SI
SI
discoversearch

We've detected that you're using an ad content blocking browser plug-in or feature. Ads provide a critical source of revenue to the continued operation of Silicon Investor.  We ask that you disable ad blocking while on Silicon Investor in the best interests of our community.  If you are not using an ad blocker but are still receiving this message, make sure your browser's tracking protection is set to the 'standard' level.
Technology Stocks : Qualcomm Moderated Thread - please read rules before posting -- Ignore unavailable to you. Want to Upgrade?


To: arun gera who wrote (6435)1/23/2001 5:15:30 PM
From: Maurice Winn  Read Replies (1) | Respond to of 197054
 
Arun, it seems that Andrew Viterbi has been quietly interested in OFDM for a while. I suppose the outcome will be Flarion's technology combined with QUALCOMM technology in the SpinCo business.

Flarion says they can treat voice as data, but I don't think they can [while retaining the huge efficiencies they claim]. Andrew Viterbi was insistent that the two don't go together and unless I see something convincing to the contrary, I think I'll stick with that.

Engineer, Craig Farrill and others have said that data can tolerate small delays, with packets arriving at odd times then being reassembled in the right order, but can't tolerate errors, so error correction is needed and causes little delays. Voice on the other hand, must go through as it happens and if some doppler muck or warble or data loss gets in the way, then that's just too bad and like the mail, the voice must go through, rain, hail, sleet, snow, or data loss nothwithstanding.
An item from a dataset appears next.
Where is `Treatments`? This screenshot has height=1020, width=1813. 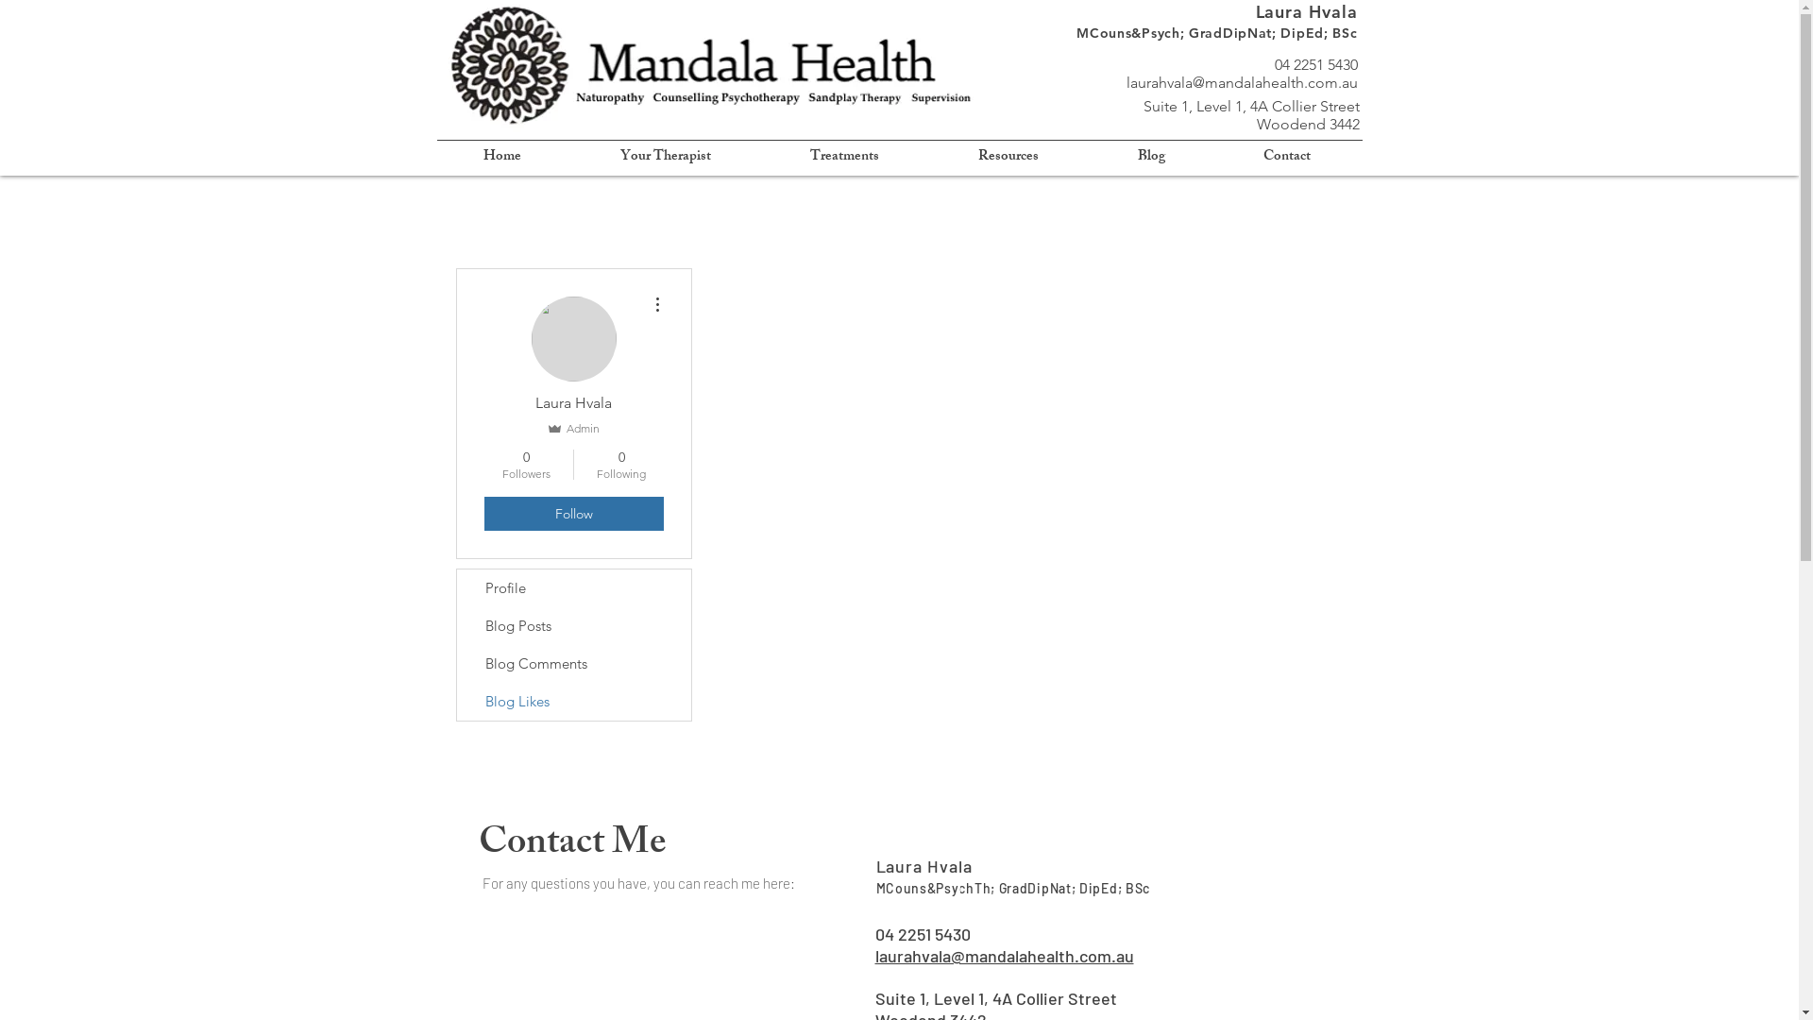 Treatments is located at coordinates (844, 158).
I envisage OFDM, at some stage, becoming the data link for subscriber devices and CDMA the voice link and probably integrated into one, little, low power ASIC, with radioOne doing some good tricks to make them more efficient.

But, CDMA might be so efficient that although OFDM gives more data per spectrum, it isn't that big a deal. A bit like CDMA is much better than GSM, but because all the other costs, such as marketing, dominate so much, CDMA as the subscriber sees it, isn't much cheaper. The great CDMA capacity advantage should translate into subscriber financial advantage. That isn't the case so far.